Oft as by chance, a little while apart The pall of empty, loveless hours withdrawn, Sweet Beauty, opening on the impoverished heart, Beams like a jewel on the breast of dawn.
[Perfection] is only possible if the mind of man is changed, if he, of his own sweet will, changes his mind; and the great difficulty is, neither can he force his own mind.
No longer mourn for me when I am dead than you shall hear the surly sullen bell give warning to the world that I am fled from this vile world with vilest worms to dwell: nay, if you read this line, remember not the hand that writ it, for I love you so, that I in your sweet thoughts would be forgot, if thinking on me then should make you woe. O! if, I say, you look upon this verse when I perhaps compounded am with clay, do not so much as my poor name rehearse; but let your love even with my life decay; lest the wise world should look into your moan, and mock you with me after I am gone.
Dear as remembered kisses after death, And sweet as those by hopeless fancy feign'd On lips that are for others; deep as love, Deep as first love, and wild with all regret; O Death in Life, the days that are no more!
A line will take us hours maybe; / Yet if it does not seem a moment's thought, / Our stitching and unstitching has been naught... Better go down upon your marrow-bones / And scrub a kitchen pavement, or break stones... For to articulate sweet sounds together / Is to work harder than all these, and yet / Be thought an idler by the noisy set.

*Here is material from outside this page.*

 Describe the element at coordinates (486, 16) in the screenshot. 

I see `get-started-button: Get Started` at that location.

In discourse more sweet; For eloquence the soul, song charms the sense. Others apart sat on a hill retir'd, In thoughts more elevate, and reason'd high Of providence, foreknowledge, will, and fate, Fix'd fate, free-will, foreknowledge absolute; And found no end, in wand'ring mazes lost.
Joy is the sweet voice, joy the luminous cloud. We in ourselves rejoice! And thence flows all that charms or ear or sight, all melodies the echoes of that voice, all colours a suffusion from that light.

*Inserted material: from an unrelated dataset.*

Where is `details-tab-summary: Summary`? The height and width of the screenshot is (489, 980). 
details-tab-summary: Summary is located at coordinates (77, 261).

Poetry Love's Philosophy The fountains mingle with the river And the rivers with the ocean, The winds of heaven mix for ever With a sweet emotion; Nothing in the world is single, All things by a law divine In one another's being mingle— Why not I with thine? See the mountains kiss high heaven, And the waves clasp one another; No sister-flower would be forgiven If it disdain'd its brother; And the sunlight clasps the earth, And the moonbeams kiss the sea— What are all these kissings worth, If thou kiss not me?
Sweet is the air with the budding haws, and the valley stretching for miles below
Is white with blossoming cherry-trees, as if just covered with lighted snow.
This is my letter to the world, that never wrote to me, the simple news that nature told, with tender majesty. Her message is committed, to hands I cannot see; for love of her, sweet countrymen, judge tenderly of me.